The criminal elements among dominant castes initially led such gangs. From year 2000 onwards, a few Muslim gang leaders also came to the fore, said Dikshit. Most such criminals have been land owners and their victims ‘Ahartiyas (middlemen)’ belonging to traders community, who worked as a link between big sugar mills and farmers. 

What started as a reaction against perceived exploitation by Ahartiyas gradually turned into violent reprisals, acquiring the ‘status’ of industry. With surplus money, it was easy for the gang lords to arrange modern weapons. An officer posted in a rural police station of Meerut district claimed that most of these gangs have automatic weapons, which the state police at times fail to match. 

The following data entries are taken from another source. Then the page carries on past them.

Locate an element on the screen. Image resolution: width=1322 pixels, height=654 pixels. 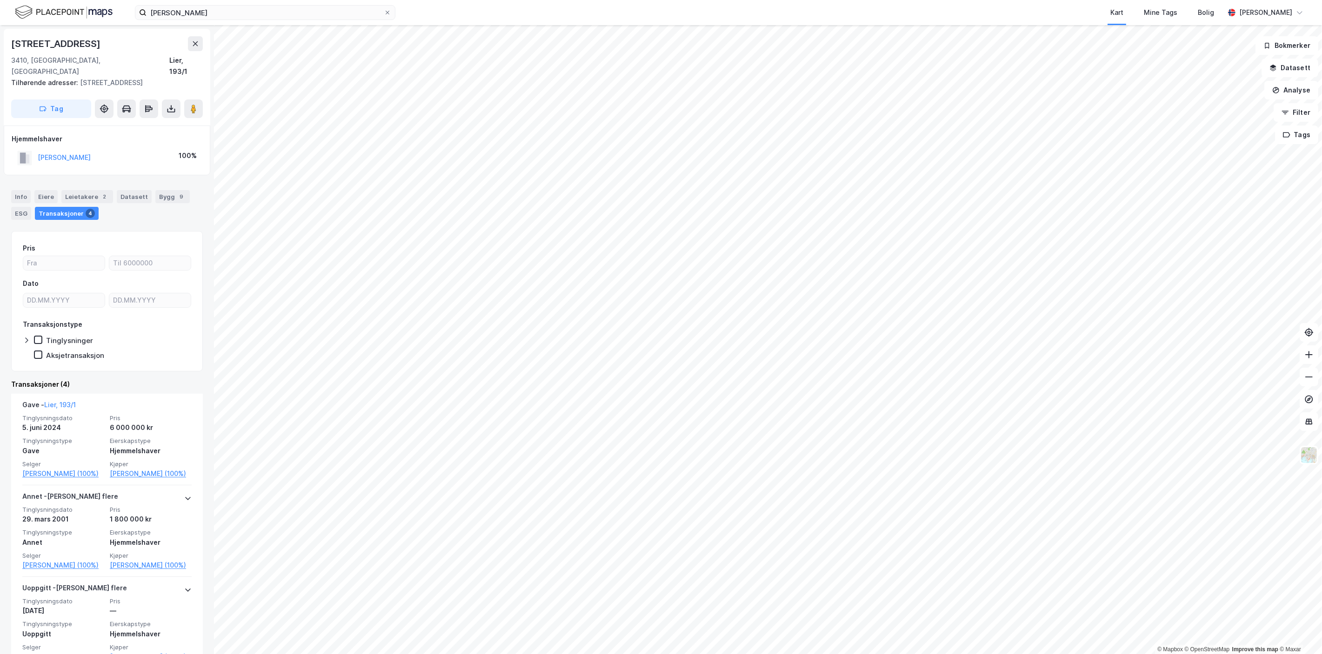
div: Tinglysninger is located at coordinates (69, 340).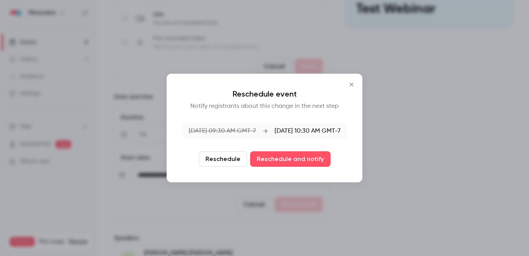 Image resolution: width=529 pixels, height=256 pixels. Describe the element at coordinates (290, 159) in the screenshot. I see `button: Reschedule and notify` at that location.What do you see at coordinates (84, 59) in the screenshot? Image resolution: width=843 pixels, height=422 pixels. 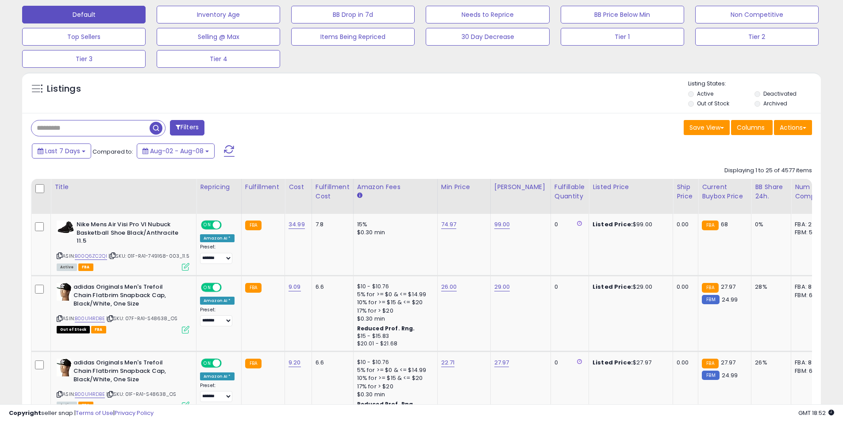 I see `button: Tier 3` at bounding box center [84, 59].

In recent times, the crime world in the region has been witnessing a metamorphic change, as several gang leaders with plenty of land have joined politics. Large-scale highway and industrial expansion has fetched lucrative land prices. “The criminal elements have become land dealers. They make huge money out of it. Once substantial wealth is acquired, they turn to electoral politics,” said Dikshit.

A National Crime Research Bureau’s data for 2015 points out that Uttar Pradesh still tops the chart in kidnapping cases (11,999) of which more than half were reported from western UP. Agra (339), Ghaziabad (315) and Meerut (129) topped the state list. Interestingly, out of the total reported cases, 69% were related to kidnapping of women for forcing them into marriage.